The Facets of Charles Darwin, mental, emotional, spiritual, are what this book contains.

The Observer comes first. The power and habit of seeing in minute detail were upon him from childhood. Once, with a rare beetle in each hand and a third in sight, he transferred one wriggling creature to his teeth, with distressing results. He studied facial expressions of people in trains, of his children from infancy, of dogs, which always took to him. He would painstakingly count tens of thousands of plant seeds under his microscope. He devoted years and two fat tomes to barnacles. An invalid, he had to systematize his work rigorously. He trusted few reports save of his own eyes.

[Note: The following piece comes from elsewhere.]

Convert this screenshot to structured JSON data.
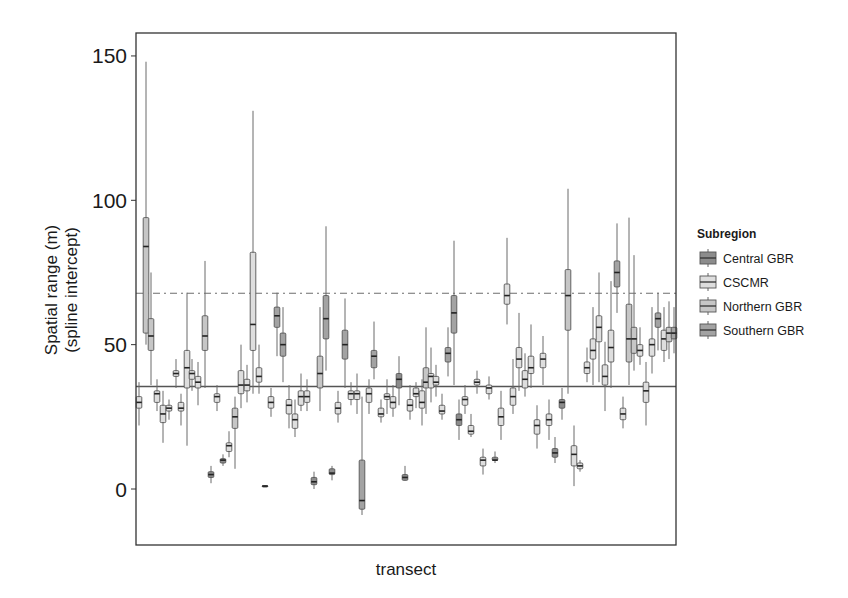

The Thinker. Fertile, vigorous, imaginative of mind, he disciplined himself to follow only inductive logic—from observation and experiment to hypothesis. He could not rest until he had tried experiments which seemed absurd even to himself. Slow in argument, a poor expositor, he was a great night-thinker, losing much sleep longing to correct possible false impressions. Huxley described "a marvelous dumb sagacity about him ... he gets to truth by ways as dark as those of the Heathen Chinee." Eternally openminded, he was frank before criticism, glad to acknowledge error, seldom condemned another's views by any word stronger than "odd."

The Discoverer. When Darwin had labored 20 years to support his theory, another man (Alfred Russel Wallace) appeared about to forestall him by announcing the same theory, with him a week old. Far from jealous or bitter, Darwin joined his announcement with Wallace's. They were warm friends. Darwin's point: the the ory outweighed its authors' feelings as the earth does a peanut.